People in Pakistan call me Dabangg like Sallu, says Reham KhanPeople in Pakistan call me Dabangg like Sallu, says Reham Khan

People in Pakistan call me Dabangg like Sallu, says Reham Khan

People in Pakistan call me Dabangg like Sallu, says Reham Khan
People in Pakistan call me Dabangg like Sallu, says Reham Khan

Between statements about misogyny and the need for gender empowerment in Pakistan, TV host and human rights activist Reham Khan fielded several questions about her 10-month marriage with her now ex-husband, Pakistan Tehreek-e-Insaaf (PTI) Chairman Imran Khan.Speaking on the second day of the two-day India Today Conclave 2016 at the session, Line of Peace: Sisters Under the Skin Empowering Women across Borders, Reham plainly referred to her marriage as “a mistake”, reports India Today

Reham was joined on stage by actor/activist/politician Gul Panag and India Today’s Simi Pasha, who moderated the session.

Drawing from her experience, Reham entreated women to always speak up. “There is one thing that binds us together, which is the ‘hushed silence’. We hide the reality of our homes,” she remarked. “Inequality, misogyny starts at home,” she later added.

Reham further said, “I am a woman, I look like a woman, I behave like a woman. But people in Pakistan call me Dabangg like Sallu,” referring to the iconic cop character played by Salman Khan in 2010.

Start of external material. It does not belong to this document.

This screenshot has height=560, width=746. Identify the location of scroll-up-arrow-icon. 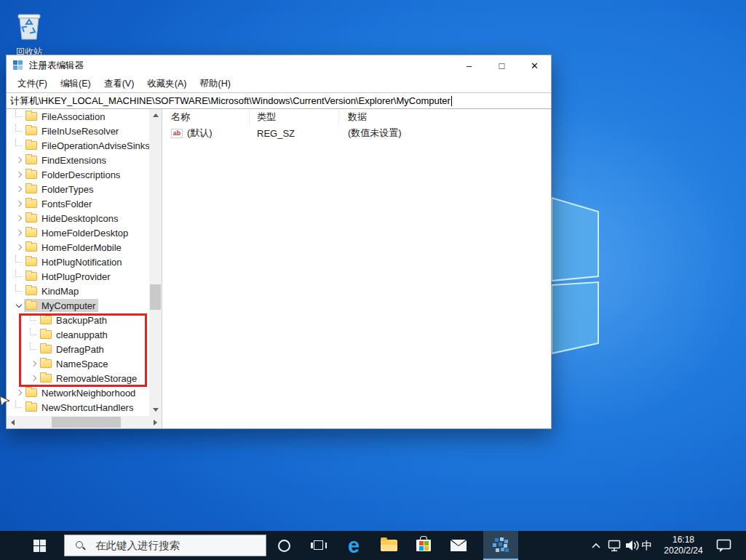
(156, 115).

“What i loved in Pakistan is meeting the real people of Pakistan. I travelled through most of Khyber Pakhtunkhwa, all the way to the border with Afghanistan and Balochistan and South Punjab. And I just like the way people dress up. I quite like the traditional chadar. I do that because it is the Pakistani identity, It’s the Pakhtun identity to wear a white chadar. It has nothing to do with an appearance for people.”What i loved in Pakistan is meeting the real people of Pakistan. I travelled through most of Khyber Pakhtunkhwa, all the way to the border with Afghanistan and Balochistan and South Punjab. And I just like the way people dress up. I quite like the traditional chadar. I do that because it is the Pakistani identity, It’s the Pakhtun identity to wear a white chadar. It has nothing to do with an appearance for people.